Time for some more superlatives. In fact time to dust down the critical thesaurus for Monica Huggett and her confreres in Sonnerie for their second volume of the Rosary Sonatas. See my review of Volume 1 for specifics because I haven’t much usefully to add.

As before she is consistently quicker than a recent rival such as Beznosiuk and this is not just a matter of his more resonant acoustic. Their approaches to drama and line do differ. Her attacca/lyric distinctions in The Crucifixion (No.11) are impressive – there is real colour in the variations and a sense of drive. The organ (Matthew Halls) is deployed with sensitivity in the Resurrection. The cumulative lyricism of the Surrexit Christus Hodie is wonderful with the viola da gamba adding texture; the concluding Adagio is limpid and affecting. The cimbalom-like effect of the harpsichord gives colour, texture and a sense of strangeness tinged with folk sonority to The Ascension. In a movement such as this Pavlo Beznosiuk is a full two minutes slower as he strives to give expressive meaning and depth to such moments.

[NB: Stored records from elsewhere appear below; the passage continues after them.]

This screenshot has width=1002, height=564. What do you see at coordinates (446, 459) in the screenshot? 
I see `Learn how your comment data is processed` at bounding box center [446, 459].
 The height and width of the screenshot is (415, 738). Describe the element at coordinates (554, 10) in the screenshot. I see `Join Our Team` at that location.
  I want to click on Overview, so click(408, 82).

The fine, stinging attacks of The Assumption (No.14) are augmented by the colour of harp and guitar and there is great gravity and elegance with just violin and organ essaying The Coronation of the Virgin. The great and concluding Passacaglia is quite slow – on a par with Beznosiuk – and like his performance subject to some metrical elasticity. I tend to prefer a more direct and linear reading but this one is assuredly sensitive.

The sound quality in St Silas’s Kentish Town is warm and not too ambient. As before the movements are not, regrettably, separately banded. And since when do we spell it Resurrextion or Crucifixtion, come to that? There’s no need for affectation of that kind when the playing is so fine.